We study the problem of certifying local Hamiltonians from real-time access to their dynamics. Given oracle access to
e−itH for an unknown
k-local Hamiltonian
H and a fully specified target Hamiltonian
H0, the goal is to decide whether
H is exactly equal to
H0 or differs from
H0 by at least
ε in normalized Frobenius norm, while minimizing the total evolution time. We introduce the first intolerant Hamiltonian certification protocol that achieves optimal performance for all constant-locality Hamiltonians. For general
n-qubit,
k-local, traceless Hamiltonians, our procedure uses
O(ck/ε) total evolution time for a universal constant
c, and succeeds with high probability. In particular, for
O(1)-local Hamiltonians, the total evolution time becomes
Θ(1/ε), matching the known
Ω(1/ε) lower bounds and achieving the gold-standard Heisenberg-limit scaling.
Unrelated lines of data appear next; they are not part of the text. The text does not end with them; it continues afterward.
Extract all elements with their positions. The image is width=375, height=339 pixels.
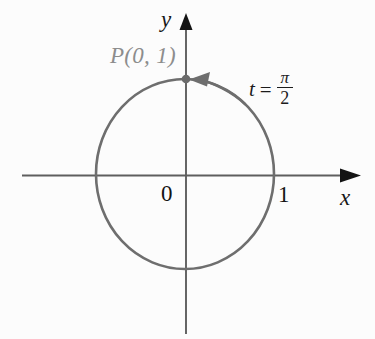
y-axis-label: y xyxy=(161,8,171,31)
direction-arrowhead xyxy=(189,72,210,87)
fraction-denominator: 2 xyxy=(278,88,291,107)
unit-circle xyxy=(96,79,274,269)
unit-circle-figure: y x 0 1 P(0, 1) t = π 2 xyxy=(0,0,375,339)
fraction-numerator: π xyxy=(278,69,291,87)
origin-label: 0 xyxy=(161,182,173,205)
pi-over-two-fraction: π 2 xyxy=(277,69,293,107)
terminal-point-marker xyxy=(182,75,191,84)
y-axis-arrowhead xyxy=(180,13,193,30)
parameter-label: t = π 2 xyxy=(249,70,293,108)
parameter-variable: t xyxy=(249,79,255,100)
equals-sign: = xyxy=(260,80,272,101)
x-axis-arrowhead xyxy=(340,169,361,183)
diagram-canvas xyxy=(0,0,375,339)
unit-tick-label: 1 xyxy=(278,183,290,206)
terminal-point-label: P(0, 1) xyxy=(110,44,176,67)
x-axis-label: x xyxy=(340,186,350,209)
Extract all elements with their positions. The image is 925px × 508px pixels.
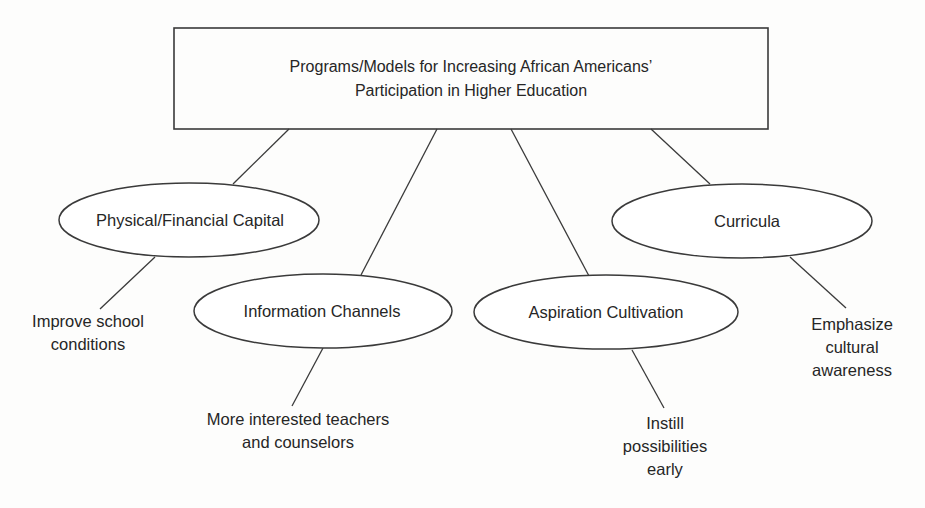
outcome-curricula: Emphasize cultural awareness	[811, 313, 893, 382]
outcome-line: Improve school	[32, 310, 144, 333]
connector-root-aspiration	[511, 129, 589, 276]
outcome-line: Instill	[623, 412, 707, 435]
category-label-aspiration-cultivation: Aspiration Cultivation	[529, 301, 684, 324]
outcome-line: Emphasize	[811, 313, 893, 336]
root-title-line2: Participation in Higher Education	[290, 79, 653, 103]
outcome-physical-financial-capital: Improve school conditions	[32, 310, 144, 356]
outcome-line: early	[623, 458, 707, 481]
outcome-line: awareness	[811, 359, 893, 382]
connector-physical-outcome	[100, 257, 155, 309]
connector-root-curricula	[651, 129, 710, 184]
connector-information-outcome	[292, 348, 323, 406]
outcome-line: possibilities	[623, 435, 707, 458]
root-title-line1: Programs/Models for Increasing African A…	[290, 55, 653, 79]
connector-root-physical	[233, 129, 289, 184]
connector-root-information	[361, 129, 437, 275]
outcome-line: and counselors	[207, 431, 390, 454]
category-label-information-channels: Information Channels	[244, 300, 401, 323]
connector-aspiration-outcome	[632, 350, 664, 408]
root-title: Programs/Models for Increasing African A…	[290, 55, 653, 103]
outcome-line: cultural	[811, 336, 893, 359]
connector-curricula-outcome	[790, 257, 846, 308]
outcome-line: More interested teachers	[207, 408, 390, 431]
category-label-curricula: Curricula	[714, 210, 780, 233]
category-label-physical-financial-capital: Physical/Financial Capital	[96, 209, 284, 232]
outcome-information-channels: More interested teachers and counselors	[207, 408, 390, 454]
outcome-aspiration-cultivation: Instill possibilities early	[623, 412, 707, 481]
outcome-line: conditions	[32, 333, 144, 356]
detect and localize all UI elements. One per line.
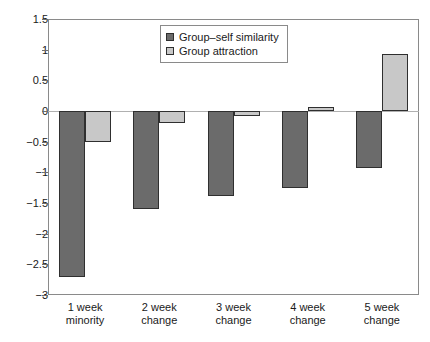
bar-group-attraction [85,111,111,142]
bar-group-self-similarity [282,111,308,188]
x-axis-tick-label: 3 week change [196,301,270,327]
bar-chart: 1.510.50−0.5−1−1.5−2−2.5−3 Group–self si… [0,0,430,342]
legend-label-group-attraction: Group attraction [179,45,258,57]
x-axis-tick-label: 1 week minority [48,301,122,327]
bar-group-attraction [308,107,334,111]
y-axis-tick-mark [42,295,48,296]
bar-group-attraction [382,54,408,111]
bar-group-self-similarity [59,111,85,277]
bar-group-self-similarity [133,111,159,209]
legend-swatch-icon-group-self-similarity [166,33,174,41]
bar-group-attraction [234,111,260,116]
x-axis-tick-label: 4 week change [271,301,345,327]
legend-swatch-icon-group-attraction [166,47,174,55]
legend-item-group-attraction: Group attraction [166,44,279,58]
chart-legend: Group–self similarity Group attraction [160,25,288,63]
legend-item-group-self-similarity: Group–self similarity [166,30,279,44]
bar-group-self-similarity [356,111,382,168]
y-axis: 1.510.50−0.5−1−1.5−2−2.5−3 [0,0,48,342]
x-axis-tick-label: 5 week change [345,301,419,327]
legend-label-group-self-similarity: Group–self similarity [179,31,279,43]
x-axis-tick-label: 2 week change [122,301,196,327]
bar-group-attraction [159,111,185,123]
bar-group-self-similarity [208,111,234,196]
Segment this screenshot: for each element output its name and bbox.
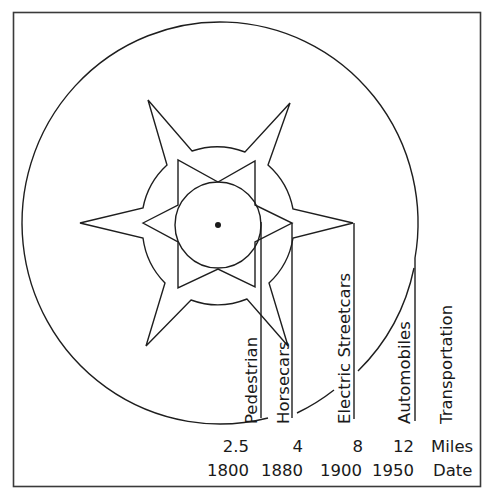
city-center-dot — [215, 222, 221, 228]
automobiles-label: Automobiles — [395, 321, 414, 424]
transportation-diagram: Pedestrian Horsecars Electric Streetcars… — [0, 0, 492, 498]
date-value-horsecars: 1880 — [261, 461, 303, 480]
miles-value-pedestrian: 2.5 — [223, 437, 249, 456]
miles-value-streetcars: 8 — [353, 437, 364, 456]
pedestrian-label: Pedestrian — [242, 337, 261, 424]
date-row-label: Date — [433, 461, 472, 480]
miles-row-label: Miles — [431, 437, 473, 456]
electric-streetcars-label: Electric Streetcars — [335, 273, 354, 424]
date-value-pedestrian: 1800 — [207, 461, 249, 480]
automobiles-radius-arc-segment — [297, 390, 334, 413]
date-value-automobiles: 1950 — [372, 461, 414, 480]
horsecars-label: Horsecars — [274, 341, 293, 424]
date-value-streetcars: 1900 — [320, 461, 362, 480]
miles-value-automobiles: 12 — [393, 437, 414, 456]
miles-value-horsecars: 4 — [293, 437, 304, 456]
transportation-header-label: Transportation — [437, 305, 456, 425]
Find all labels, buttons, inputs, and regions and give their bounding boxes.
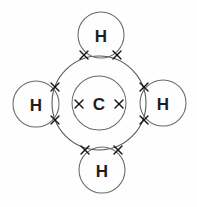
hydrogen-left-label: H (30, 96, 42, 115)
carbon-label: C (93, 95, 105, 114)
cross-bottom-bond-left (81, 146, 89, 154)
cross-top-bond-left (80, 51, 88, 59)
cross-inner-right (115, 100, 123, 108)
diagram-svg: C H H H H (0, 0, 197, 207)
methane-dot-cross-diagram: C H H H H (0, 0, 197, 207)
hydrogen-bottom-label: H (96, 162, 108, 181)
atom-labels-group: C H H H H (30, 27, 169, 181)
hydrogen-top-label: H (95, 27, 107, 46)
hydrogen-right-label: H (157, 95, 169, 114)
cross-inner-left (75, 100, 83, 108)
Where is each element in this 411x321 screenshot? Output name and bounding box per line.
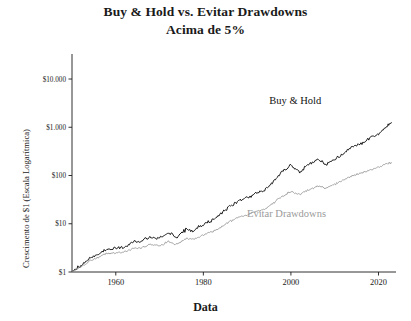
chart-canvas: $1$10$100$1.000$10.0001960198020002020Bu… <box>0 0 411 321</box>
series-annotation-buy-hold: Buy & Hold <box>269 95 322 106</box>
y-tick-label: $1 <box>59 269 67 277</box>
y-tick-label: $10.000 <box>43 76 67 84</box>
x-tick-label: 1960 <box>107 278 124 287</box>
chart-root: Buy & Hold vs. Evitar Drawdowns Acima de… <box>0 0 411 321</box>
y-tick-label: $1.000 <box>46 124 66 132</box>
x-axis-label: Data <box>0 300 411 315</box>
x-tick-label: 2020 <box>370 278 387 287</box>
series-annotation-evitar-drawdowns: Evitar Drawdowns <box>247 208 326 219</box>
series-line-evitar-drawdowns <box>72 162 392 271</box>
series-line-buy-hold <box>72 123 392 272</box>
x-tick-label: 2000 <box>283 278 300 287</box>
y-tick-label: $10 <box>55 220 66 228</box>
x-tick-label: 1980 <box>195 278 212 287</box>
y-tick-label: $100 <box>52 172 67 180</box>
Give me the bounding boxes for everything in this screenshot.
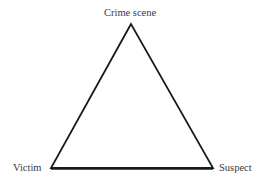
vertex-label-crime-scene: Crime scene (104, 8, 156, 19)
triangle-shape (0, 0, 271, 185)
vertex-label-victim: Victim (13, 163, 42, 174)
vertex-label-suspect: Suspect (219, 163, 252, 174)
crime-triangle-diagram: Crime scene Victim Suspect (0, 0, 271, 185)
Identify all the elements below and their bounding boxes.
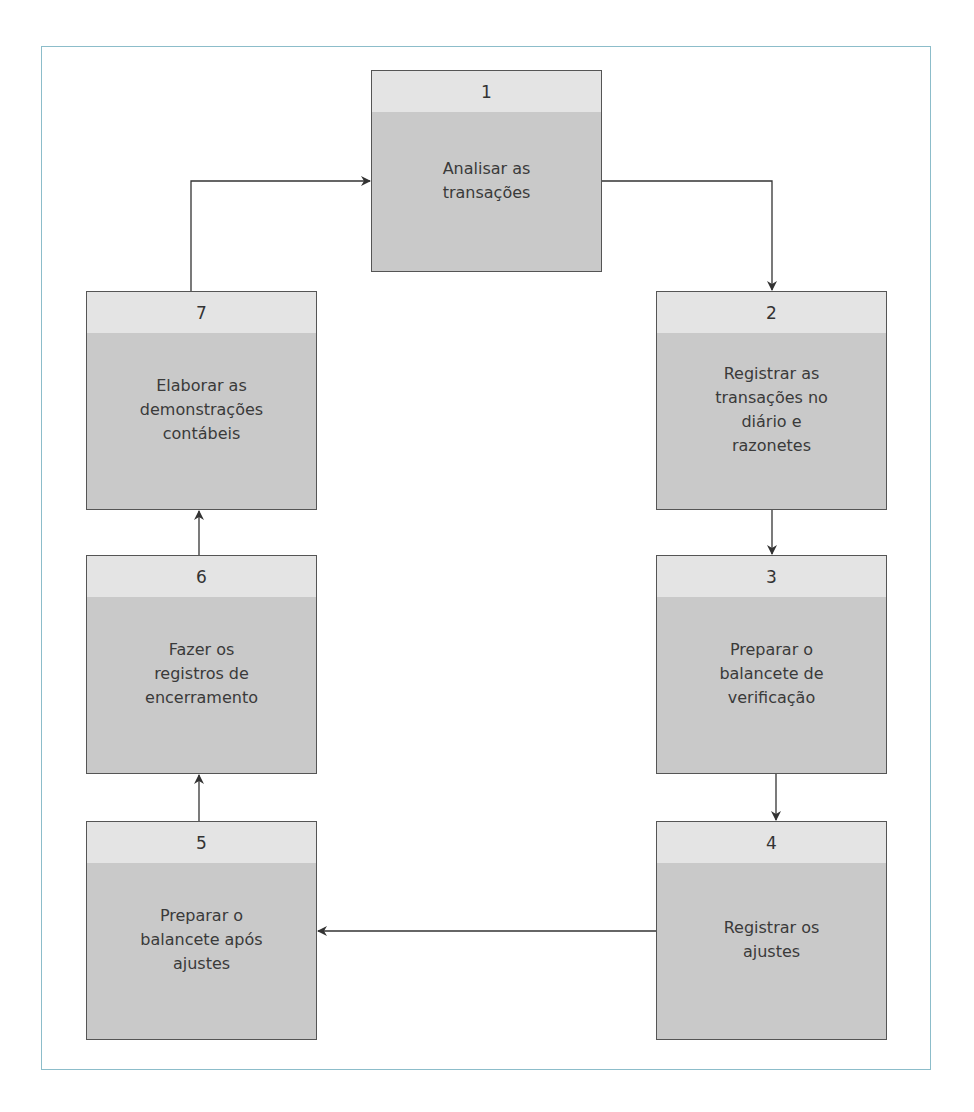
step-box-3: 3 Preparar o balancete de verificação — [656, 555, 887, 774]
step-box-1: 1 Analisar as transações — [371, 70, 602, 272]
step-number: 7 — [87, 292, 316, 333]
step-number: 2 — [657, 292, 886, 333]
step-box-2: 2 Registrar as transações no diário e ra… — [656, 291, 887, 510]
step-label: Fazer os registros de encerramento — [87, 597, 316, 773]
step-number: 1 — [372, 71, 601, 112]
step-number: 5 — [87, 822, 316, 863]
step-label: Elaborar as demonstrações contábeis — [87, 333, 316, 509]
step-label: Registrar os ajustes — [657, 863, 886, 1039]
step-number: 4 — [657, 822, 886, 863]
step-label: Preparar o balancete de verificação — [657, 597, 886, 773]
step-label: Registrar as transações no diário e razo… — [657, 333, 886, 509]
step-number: 3 — [657, 556, 886, 597]
step-box-7: 7 Elaborar as demonstrações contábeis — [86, 291, 317, 510]
step-label: Preparar o balancete após ajustes — [87, 863, 316, 1039]
step-number: 6 — [87, 556, 316, 597]
step-box-4: 4 Registrar os ajustes — [656, 821, 887, 1040]
step-label: Analisar as transações — [372, 112, 601, 271]
step-box-6: 6 Fazer os registros de encerramento — [86, 555, 317, 774]
step-box-5: 5 Preparar o balancete após ajustes — [86, 821, 317, 1040]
Prior certification methods either relied on implementing inverse evolution of
H, required controlled access to
e−itH, or achieved near-optimal guarantees only in restricted settings such as the Ising case (
k=2). In contrast, our algorithm requires neither inverse evolution nor controlled operations: it uses only forward real-time dynamics and achieves optimal intolerant certification for all constant-locality Hamiltonians.